Freshly prepared aqua regia is colorless, but it turns yellow, orange or red within seconds from the formation of nitrosyl chloride and nitrogen dioxide.
These reactions result in the volatile products nitrosyl chloride and chlorine gas: as evidenced by the fuming nature and characteristic yellow color of aqua regia.
Nitrosyl chloride (NOCl) can further decompose into nitric oxide (NO) and elemental chlorine (Cl2): This dissociation is equilibrium-limited.
Because nitric oxide readily reacts with atmospheric oxygen, the gases produced also contain nitrogen dioxide, NO2 (red fume): Aqua regia is primarily used to produce chloroauric acid, the electrolyte in the Wohlwill process for refining the highest purity (99.999%) gold.
This method is preferred among most over the more traditional chromic acid bath for cleaning NMR tubes, because no traces of paramagnetic chromium can remain to spoil spectra.
If full dissolution of the platinum is desired, repeated extractions of the residual solids with concentrated hydrochloric acid must be performed: and The chloroplatinous acid can be oxidized to chloroplatinic acid by saturating the solution with molecular chlorine (Cl2) while heating: Dissolving platinum solids in aqua regia was the mode of discovery for the densest metals, iridium and osmium, both of which are found in platinum ores and are not dissolved by aqua regia, instead collecting as insoluble metallic powder (elemental Ir, Os) on the base of the vessel.

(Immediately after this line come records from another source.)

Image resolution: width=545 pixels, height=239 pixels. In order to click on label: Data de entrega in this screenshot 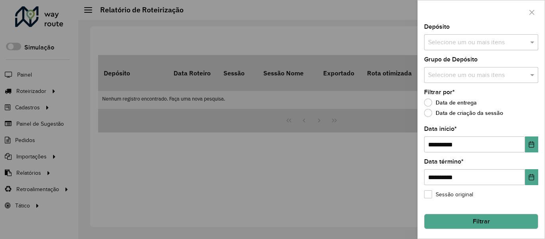, I will do `click(451, 103)`.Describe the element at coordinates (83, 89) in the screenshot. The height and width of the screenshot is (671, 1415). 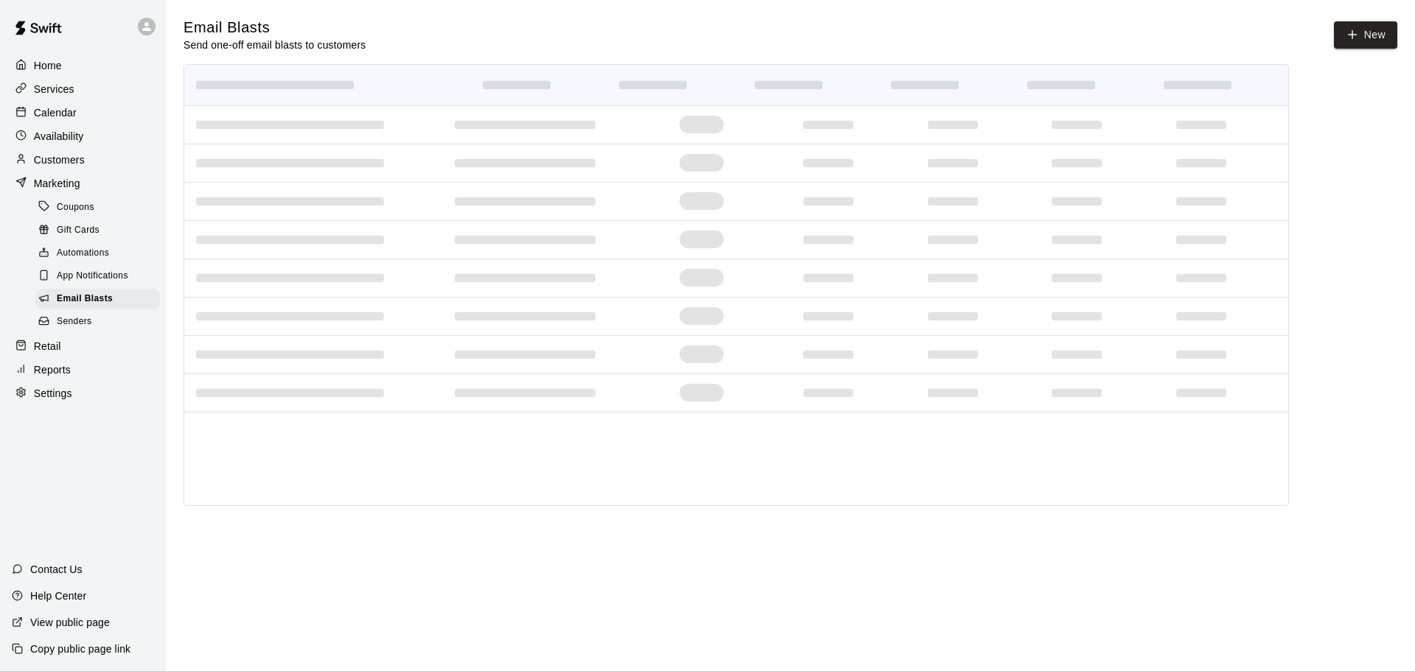
I see `div: Services` at that location.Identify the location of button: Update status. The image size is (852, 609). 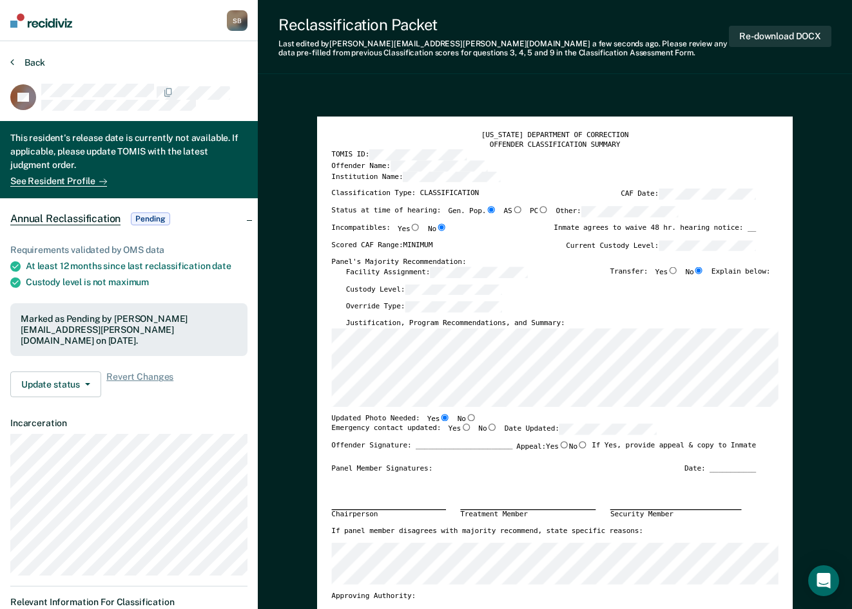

As a practical matter, when platinum group metals are purified through dissolution in aqua regia, gold (commonly associated with PGMs) is precipitated by treatment with iron(II) chloride.
[8] The third of Basil Valentine's keys (c. 1600) shows a dragon in the foreground and a fox eating a rooster in the background.
[11] When Germany invaded Denmark in World War II, Hungarian chemist George de Hevesy dissolved the gold Nobel Prizes of German physicists Max von Laue (1914) and James Franck (1925) in aqua regia to prevent the Nazis from confiscating them.
De Hevesy placed the resulting solution on a shelf in his laboratory at the Niels Bohr Institute.